How Writing Fiction Made Me a Better Brainstormer

When most people think of a fiction writer, they picture a solitary creature sitting at a desk at night, staring at a blank page and waiting for inspiration. That’s a ridiculous image. Writers don’t wait for inspiration. If they did, they’d never get anything written. Instead, they develop the creativity muscle.

Once that muscle has some strength, it gives the writer the ability to come up with story ideas, fill them with imaginary people, create powerful scenes, draft clever dialogue, and find the perfect cadence that makes a critical sentence sing and do all of this on demand.
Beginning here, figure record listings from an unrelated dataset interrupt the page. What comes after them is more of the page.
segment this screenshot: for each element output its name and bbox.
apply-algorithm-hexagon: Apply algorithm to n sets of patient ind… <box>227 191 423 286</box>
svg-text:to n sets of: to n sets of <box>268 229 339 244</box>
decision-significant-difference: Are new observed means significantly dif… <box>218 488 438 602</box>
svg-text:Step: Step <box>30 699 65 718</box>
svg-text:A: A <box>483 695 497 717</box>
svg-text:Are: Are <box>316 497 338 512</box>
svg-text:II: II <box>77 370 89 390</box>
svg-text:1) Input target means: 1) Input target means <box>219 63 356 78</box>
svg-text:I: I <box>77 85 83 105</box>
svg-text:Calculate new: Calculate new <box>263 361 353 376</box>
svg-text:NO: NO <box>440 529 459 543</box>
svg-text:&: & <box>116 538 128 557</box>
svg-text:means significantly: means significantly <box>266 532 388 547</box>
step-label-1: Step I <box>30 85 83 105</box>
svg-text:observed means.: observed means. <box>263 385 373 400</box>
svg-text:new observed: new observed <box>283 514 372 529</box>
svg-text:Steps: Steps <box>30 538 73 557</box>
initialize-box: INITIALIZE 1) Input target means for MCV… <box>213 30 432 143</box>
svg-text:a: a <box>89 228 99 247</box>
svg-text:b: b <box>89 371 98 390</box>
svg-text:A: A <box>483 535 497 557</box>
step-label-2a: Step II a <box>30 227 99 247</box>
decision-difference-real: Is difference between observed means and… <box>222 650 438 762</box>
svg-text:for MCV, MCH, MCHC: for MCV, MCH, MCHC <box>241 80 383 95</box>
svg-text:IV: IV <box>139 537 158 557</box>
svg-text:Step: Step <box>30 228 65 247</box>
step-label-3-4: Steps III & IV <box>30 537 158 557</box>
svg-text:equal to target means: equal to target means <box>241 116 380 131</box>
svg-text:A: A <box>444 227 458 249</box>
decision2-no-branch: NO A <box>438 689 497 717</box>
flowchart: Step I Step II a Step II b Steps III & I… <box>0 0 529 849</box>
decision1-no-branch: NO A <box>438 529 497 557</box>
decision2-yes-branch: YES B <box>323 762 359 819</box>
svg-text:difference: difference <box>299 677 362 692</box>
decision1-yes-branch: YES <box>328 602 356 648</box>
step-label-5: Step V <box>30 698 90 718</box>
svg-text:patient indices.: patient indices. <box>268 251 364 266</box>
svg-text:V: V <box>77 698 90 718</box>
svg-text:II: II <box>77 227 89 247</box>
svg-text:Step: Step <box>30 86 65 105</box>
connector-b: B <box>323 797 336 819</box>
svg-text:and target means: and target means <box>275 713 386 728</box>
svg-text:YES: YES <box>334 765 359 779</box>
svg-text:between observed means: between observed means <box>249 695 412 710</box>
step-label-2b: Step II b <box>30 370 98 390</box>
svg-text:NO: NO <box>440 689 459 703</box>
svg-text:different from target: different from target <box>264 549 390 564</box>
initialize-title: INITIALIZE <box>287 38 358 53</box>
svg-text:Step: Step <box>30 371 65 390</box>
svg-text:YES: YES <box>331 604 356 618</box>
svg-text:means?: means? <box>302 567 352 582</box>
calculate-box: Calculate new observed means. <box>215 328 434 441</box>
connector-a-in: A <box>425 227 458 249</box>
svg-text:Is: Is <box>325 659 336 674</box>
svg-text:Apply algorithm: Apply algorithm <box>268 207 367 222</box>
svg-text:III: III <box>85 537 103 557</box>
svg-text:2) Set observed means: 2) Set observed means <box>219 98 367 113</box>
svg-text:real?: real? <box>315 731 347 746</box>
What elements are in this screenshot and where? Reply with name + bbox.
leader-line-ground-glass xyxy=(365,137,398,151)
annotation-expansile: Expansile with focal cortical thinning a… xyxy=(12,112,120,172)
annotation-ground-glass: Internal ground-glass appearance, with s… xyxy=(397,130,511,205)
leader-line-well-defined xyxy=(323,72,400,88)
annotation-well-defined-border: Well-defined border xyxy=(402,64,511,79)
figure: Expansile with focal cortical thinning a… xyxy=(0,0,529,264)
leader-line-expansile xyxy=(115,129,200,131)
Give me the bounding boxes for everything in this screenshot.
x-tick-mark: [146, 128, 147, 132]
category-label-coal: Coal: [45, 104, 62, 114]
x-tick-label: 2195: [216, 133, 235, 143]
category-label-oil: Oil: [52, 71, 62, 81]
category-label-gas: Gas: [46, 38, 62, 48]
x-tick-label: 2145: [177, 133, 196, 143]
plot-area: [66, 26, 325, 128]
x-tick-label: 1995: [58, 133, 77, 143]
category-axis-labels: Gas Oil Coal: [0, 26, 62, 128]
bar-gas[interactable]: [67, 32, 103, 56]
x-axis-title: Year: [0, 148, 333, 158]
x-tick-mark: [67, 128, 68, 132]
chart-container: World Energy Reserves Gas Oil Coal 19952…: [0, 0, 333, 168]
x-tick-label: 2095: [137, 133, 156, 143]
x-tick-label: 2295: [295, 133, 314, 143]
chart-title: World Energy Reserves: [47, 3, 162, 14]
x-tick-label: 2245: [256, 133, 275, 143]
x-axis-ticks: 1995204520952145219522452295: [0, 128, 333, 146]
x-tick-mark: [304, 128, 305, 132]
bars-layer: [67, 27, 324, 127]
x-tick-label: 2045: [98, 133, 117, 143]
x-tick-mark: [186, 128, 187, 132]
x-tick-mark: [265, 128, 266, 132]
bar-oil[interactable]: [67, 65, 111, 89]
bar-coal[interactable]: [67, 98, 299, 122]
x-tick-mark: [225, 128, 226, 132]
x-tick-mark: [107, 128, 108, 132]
Developing this creative power made me a better writer. It also made me a better marketer. Here’s why:  

Fiction Trains You to Ask “What If?”

Every story starts with some kind of question: What if a boy discovers he’s a wizard? What if a spaceship lands in your backyard? What if the clown in your small town isn’t friendly at all?

Fiction writers live in that realm of possibility. We’re trained to ask not just one “what if,” but a dozen, and then another dozen after that. It’s not about finding the right idea on the first try. It’s about chasing the unexpected and finding the answers that other’s don’t.

That same approach fuels marketing brainstorms. When you’ve trained yourself to push past the obvious, you find campaigns and content ideas that actually cut through the noise.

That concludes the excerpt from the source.